Beyond the door, lighted by a round stained-glass window, was a staircase narrowed by stacks of hymnals. She followed it down to a wood-paneled space behind the sanctuary altar. As she pushed open the “secret” door behind the pulpit, she experienced another insight: the sanctuary was a sanctuary. A single warm light illuminated the hanging brass cross, and all the other doors were locked—she knew this.
With a shudder of deliverance, she traversed the altar and sat down in the first row of pews. Safe for the moment, she shut her eyes and surrendered to the waves of awfulness welling up in the blackness of her head. Between each of them was a space for regretting what she’d done and wishing it could be undone. But the waves kept coming. They wore her down until her only recourse was crying.
Please make it stop, please make it stop …
She was praying, but nobody was listening. After the next wave of stonedness, she addressed her plea more specifically.
Please, God. Please make it stop.
There was no answer. When she returned to herself again, she thought she saw the reason why.
I’m sorry, she prayed. God? Please? I’m sorry I did what I did. It was an evil thing and I shouldn’t have done it. If you make it stop, I promise I’ll never do it again. Please, God. Can you help me?
Still no answer.
God? I love you. I love you. Please have mercy on me.
When the next evil wave welled up in her head, she peered down and saw, beneath it, not a bottomless blackness but a kind of golden light. The wave was transparent, the evil insubstantial. The golden light was the real, substantial thing. The more deeply she peered into it, the brighter it got. She saw that she’d been looking outside herself for God, not understanding that God was in her. God was pure goodness, and the goodness had been there all along. She’d glimpsed it in the early morning, in her feeling of goodwill, and then more intensely in Perry’s kindness to her, the glow of forgiveness she’d felt. Goodness was the best thing in the universe, and she was capable of moving toward it—and yet how utterly awful she’d been! Mean to her mother, uncharitable to Perry, competitive with Laura, greedy with her inheritance, sneering with Clem at other people’s faith, conceited, selfish, God-denying, awful. With a sob more like a paroxysm, an ecstasy, she opened her eyes to the cross above the altar.
Christ had died for her sins.
And could she do it? Could she cast aside the evil in her, cast aside her vanity and her fear of other people’s opinions, and humble herself before the Lord? This had always seemed impossible to her, an onerous expectation with no upside. Only now did she understand that it could bring her deeper into the golden light.
She ran up to the cross, dropped to her knees on the altar carpeting, closed her eyes again, and put her hands together prayerfully.
Please, God.
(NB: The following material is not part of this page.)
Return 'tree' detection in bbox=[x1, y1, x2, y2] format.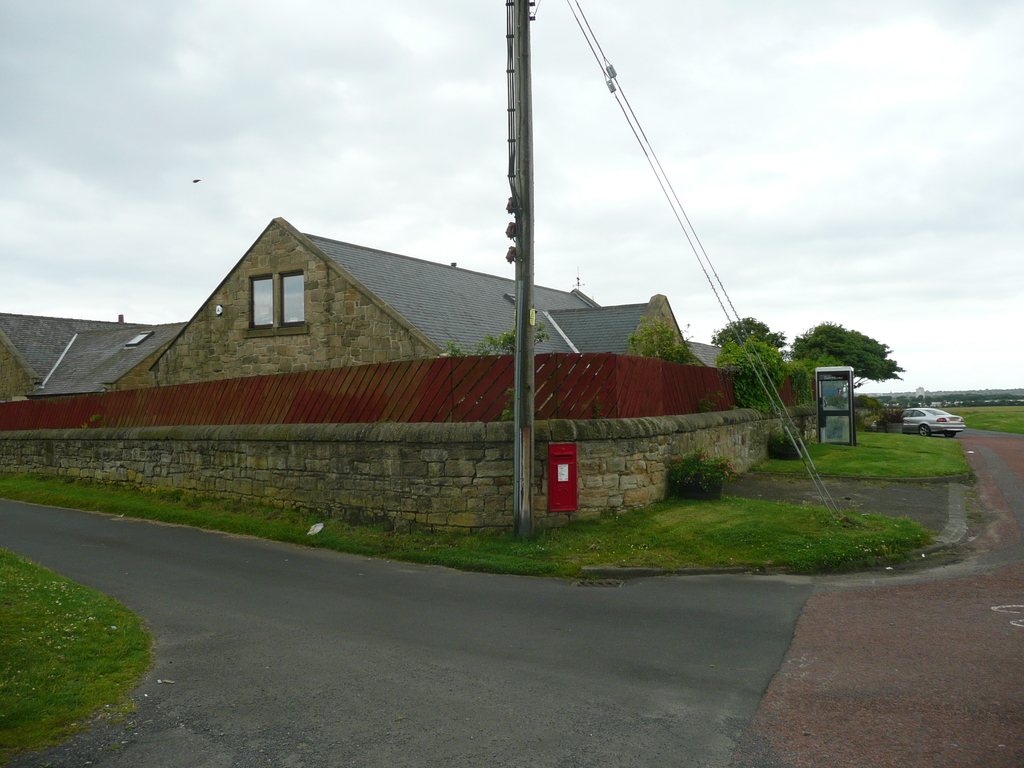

Please, Jesus. I’ve been a bad person. I’ve always thought so highly of myself, I’ve wanted popularity, and money, and social standing, and I’ve had so many cruel thoughts about other people. All my life, I’ve been selfish and inconsiderate. I’ve been the most disgusting sinner, and I am so, so sorry. Can you forgive me? If I promise to be a better and more humble person? If I promise to serve you cheerfully? I’ll take the worst kind of jobs to earn hours. I’ll be more loving to my enemies and more open with my family, I’ll share everything I have, I’ll live a clean life and not care what other people think of me, if only you’ll forgive me …
She hoped for a clear answer, Jesus speaking to her in her heart, but there was nothing; the golden light had faded. But she also felt delivered from her stonedness, at peace again. She’d glimpsed the light of God, if only for a moment, and her prayers had been answered.
The public library was a tall-windowed brick building, built in the twenties and seated on a lawn enclosed by dog-proof hedges. It stayed open until nine on weeknights, but it was desolate at the dinner hour, a single librarian holding down the circulation desk amid the silence of books waiting to be wanted.
Into it, through its little-used front door—most patrons arrived by car and parked in the rear—walked a disturbed person stinking of wet gabardine and cigarettes. Her face was shiny, her hair matted with melting snow. She shook herself and stamped her feet on an industrial rug that had been rolled out for the storm. From numberless hours of waiting for her kids to choose their books, she knew exactly where to go. In the reference room, behind the circulation desk, was a cabinet that housed the White Pages of major American cities and minor Illinoisan ones. Tax dollars at work, the phonebooks were all more or less current.